On 07/02/2018 07:38 PM, Paul Eggert wrote:
Florian Weimer wrote:
Without kernel support, a non-zero argument returns EINVAL, not ENOSYS.
This mirrors what the kernel does for invalid renameat2 flags.
The Gnulib renameat2 function
<https://www.gnu.org/software/gnulib/MODULES.html#module=renameat2> has
different semantics with non-zero flags. On GNU/Linux if
flags==RENAME_NOREPLACE and the Linux syscall fails due to
EINVAL/ENOSYS/ENOTSUP, Gnulib renameat2 falls back on fstatatting the
destination, failing if fstatat succeeds, and using ordinary renameat
otherwise. Of course this implementation has a race condition, but
Gnulib-using applications like GNU 'mv' prefer this implementation since
if the kernel doesn't support RENAME_NOREPLACE they'd just fall back on
fstatat themselves anyway, if renameat2 didn't do that for them.
Surely that's a gnulib bug because the main reason for the
RENAME_NOREPLACE variant renameat2 was to avoid exactly that race (or
the other race where the file exists under both the old and new path).
The gnulib function should simply be called something else, not
renameat2. The present situation is unfortunate, but I don't think it
would be an improvement if glibc copies the buggy gnulib behavior.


TASK
Find the string "button" in the data, and copy out each line that has it.

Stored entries
-------

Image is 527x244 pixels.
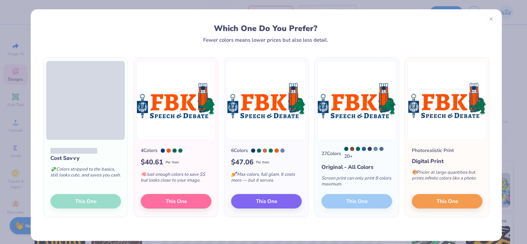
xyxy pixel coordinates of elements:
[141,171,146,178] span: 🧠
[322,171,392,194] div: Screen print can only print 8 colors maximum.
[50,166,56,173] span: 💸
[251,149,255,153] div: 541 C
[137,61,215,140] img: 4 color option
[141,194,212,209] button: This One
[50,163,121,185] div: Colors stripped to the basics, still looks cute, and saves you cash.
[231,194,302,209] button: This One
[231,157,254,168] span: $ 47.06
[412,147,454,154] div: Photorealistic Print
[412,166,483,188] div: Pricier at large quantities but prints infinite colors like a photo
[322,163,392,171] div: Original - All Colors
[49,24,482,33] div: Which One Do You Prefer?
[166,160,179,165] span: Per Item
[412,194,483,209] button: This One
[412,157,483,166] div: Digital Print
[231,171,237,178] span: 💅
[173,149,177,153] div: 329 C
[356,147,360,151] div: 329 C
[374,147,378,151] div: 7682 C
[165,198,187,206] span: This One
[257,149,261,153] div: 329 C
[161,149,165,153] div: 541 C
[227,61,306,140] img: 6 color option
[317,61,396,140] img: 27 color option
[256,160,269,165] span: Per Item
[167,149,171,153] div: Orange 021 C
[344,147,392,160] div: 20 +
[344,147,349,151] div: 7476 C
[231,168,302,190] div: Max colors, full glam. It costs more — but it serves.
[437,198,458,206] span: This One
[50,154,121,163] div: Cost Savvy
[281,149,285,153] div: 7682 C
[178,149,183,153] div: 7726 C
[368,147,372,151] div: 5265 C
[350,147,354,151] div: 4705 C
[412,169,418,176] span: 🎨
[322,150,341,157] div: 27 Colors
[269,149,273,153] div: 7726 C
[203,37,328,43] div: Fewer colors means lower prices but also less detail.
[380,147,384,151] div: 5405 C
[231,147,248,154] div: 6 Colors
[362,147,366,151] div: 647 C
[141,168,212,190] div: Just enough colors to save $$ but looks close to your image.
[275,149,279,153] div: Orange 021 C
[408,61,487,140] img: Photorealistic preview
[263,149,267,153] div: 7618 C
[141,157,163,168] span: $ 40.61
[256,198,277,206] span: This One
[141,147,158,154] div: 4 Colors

-------

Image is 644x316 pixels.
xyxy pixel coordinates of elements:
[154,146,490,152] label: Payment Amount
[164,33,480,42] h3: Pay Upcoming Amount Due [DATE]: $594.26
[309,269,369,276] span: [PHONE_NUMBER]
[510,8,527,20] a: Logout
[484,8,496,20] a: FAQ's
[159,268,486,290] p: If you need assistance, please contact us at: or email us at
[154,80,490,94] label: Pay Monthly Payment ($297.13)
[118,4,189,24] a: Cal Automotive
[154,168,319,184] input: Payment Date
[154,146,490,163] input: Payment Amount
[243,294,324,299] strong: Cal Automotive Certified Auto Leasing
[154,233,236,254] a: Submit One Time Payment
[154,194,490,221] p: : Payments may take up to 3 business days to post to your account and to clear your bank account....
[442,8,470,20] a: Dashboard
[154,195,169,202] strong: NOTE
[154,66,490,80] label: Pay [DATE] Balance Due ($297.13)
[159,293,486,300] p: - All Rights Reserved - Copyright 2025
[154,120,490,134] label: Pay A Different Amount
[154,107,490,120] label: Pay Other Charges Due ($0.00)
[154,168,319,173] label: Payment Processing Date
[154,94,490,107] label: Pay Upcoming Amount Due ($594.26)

-------

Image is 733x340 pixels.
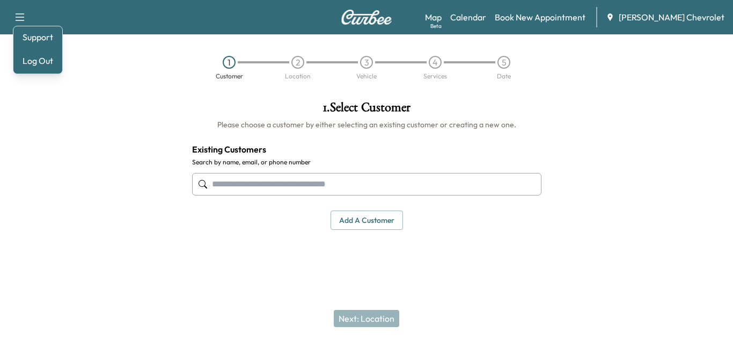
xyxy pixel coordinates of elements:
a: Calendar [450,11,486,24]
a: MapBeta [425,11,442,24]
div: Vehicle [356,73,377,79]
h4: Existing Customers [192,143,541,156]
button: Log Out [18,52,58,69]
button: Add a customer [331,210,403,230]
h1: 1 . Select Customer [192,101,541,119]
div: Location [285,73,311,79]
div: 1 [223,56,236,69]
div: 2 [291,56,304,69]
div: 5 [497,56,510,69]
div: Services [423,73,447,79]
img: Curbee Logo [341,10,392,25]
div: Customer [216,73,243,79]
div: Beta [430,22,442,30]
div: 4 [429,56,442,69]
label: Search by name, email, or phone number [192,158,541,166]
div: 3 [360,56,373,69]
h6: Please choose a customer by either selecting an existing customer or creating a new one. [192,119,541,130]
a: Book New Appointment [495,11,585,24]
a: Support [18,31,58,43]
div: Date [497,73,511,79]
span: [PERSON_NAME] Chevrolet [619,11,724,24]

-------

TASK OUTPUT
[141,194,212,209] button: This One
[231,194,302,209] button: This One
[412,194,483,209] button: This One
button: Log Out [18,52,58,69]
button: Add a customer [331,210,403,230]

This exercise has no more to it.